Email|Print|Single Page| Text size + By H.D.S. Greenway
July 15, 2008

NORTH HAVEN, Maine

OLD MAGAZINES in a summer house, and the sight of 7- and 8-year-olds learning to sail on a summer's day, got me to thinking of how the world was when I was their age during World War II. What better time machine to take you back to those pre-Internet, pre-television days than Life Magazine - now just a shadow of its former self - but then read by millions for glimpses into the far corners of the world, as well as life in our times. Costing only 10 cents, no website today can compare with the hold Life had on the American public 65 years ago.

War news dominated Life's pages in the spring and summer of 1943, but there were domestic stories, too. President Roosevelt traveled south to put down the "revolt" against the New Deal by southern governors. There was a spread on a skinny new talent from New Jersey, Frank Sinatra, "the voice that makes women swoon," and another on Betty Grable's legs. The July 12 cover showed Roy Rogers on his horse Trigger.

There were articles on stars now forgotten, Veronica Lake, the "Cyclops Cinderella," for the hair she let fall over one eye, and a cover story on an actress named Peggy Lloyd who I have never heard of since.

It was the July article on the fighting in the Solomon Islands, where my father was, that caught my eye, under the politically incorrect headline: "Big Jap base at Rabaul appears to be ultimate goal."

There was a cover story on Igor Sikorsky's "flying windmill," the helicopter, which was still in its infancy in 1943. Life confidently predicted helicopters would some day be "everyman's airplane, the automobile of the future." The jet plane was on the planning board, but waiting to be introduced into combat by the Germans near the war's end.
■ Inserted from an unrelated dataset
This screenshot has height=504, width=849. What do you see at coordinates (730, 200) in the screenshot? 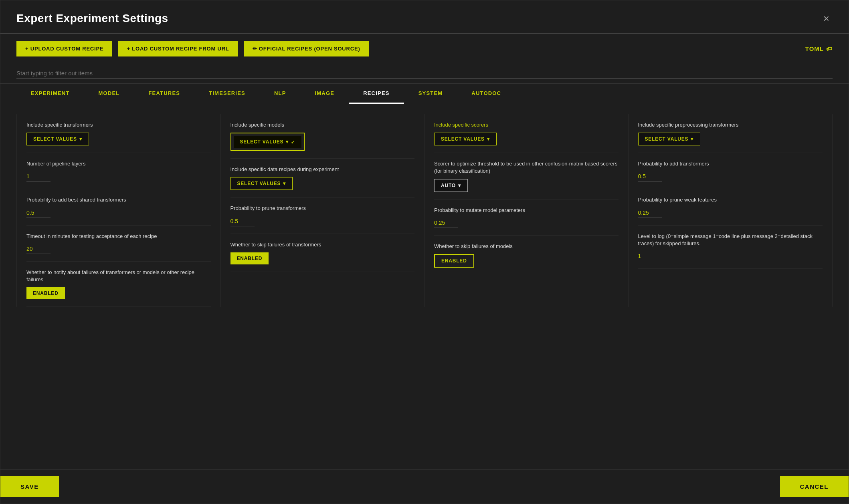
I see `field-label-prune-weak-features: Probability to prune weak features` at bounding box center [730, 200].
Television had been invented, but not yet available.

That spring the Germans were surrendering in Tunisia under the lenses of Life, and an invasion of Sicily was imminent . I had an uncle who was then already dead in the sands of North Africa by the time that edition went to press.

Life editorialized that after the war "we must find ways to increase the purchasing power of people outside America - an enormous flow of free trade in both directions " as the only way "we can hope to get the full benefits of these inventions of ours." America was going to be the workshop of the world. Nobody foresaw that America would become the world's importer, nor that manufacturing would flee our shores.

The advertisements are all remarkably similar: Look what our company is doing for the war effort, and remember us when we come back to serve your pent-up consumer demand when the war's over.

"Buy War Bonds today. Tomorrow command your own Chris Craft," said an ad featuring a snappy speed boat. "We all want to help end this war in a hurry and get back to normal living again," said another ad. "Then we can have that Hotpoint Electric kitchen we've been counting on. Buy War Bonds, and of course the more money we lay aside now the more labor- saving appliances we'll be able to afford when peace comes."

The war-time ads shared another common theme. A Nash-Kelvinator ad showed a soulful woman promising that when her man comes back he will find "nothing changed . . . The same town, the same job you liked so much . . . the same America you've always known and loved." In reality, of course, everything was changing. In those 1943 ads all the wives and sweethearts are wearing frocks and aprons, while the news photographs showed women on the factory assembly lines as "Rosie the Riveter."

Martin Aircraft's ad showed an artist's conception of the airliner of the future, a giant, propeller-driven sea plane. "Rio with guitars throbbing," the copy reads, "Baghdad where high-laden camels sway through the narrow, latticed streets . . . Via air, the peoples of the world will come to know each other, thus building for a permanent peace."

As Hemingway would have said, it must have been pretty to think so.

H.D.S. Greenway's column appears regularly in the Globe.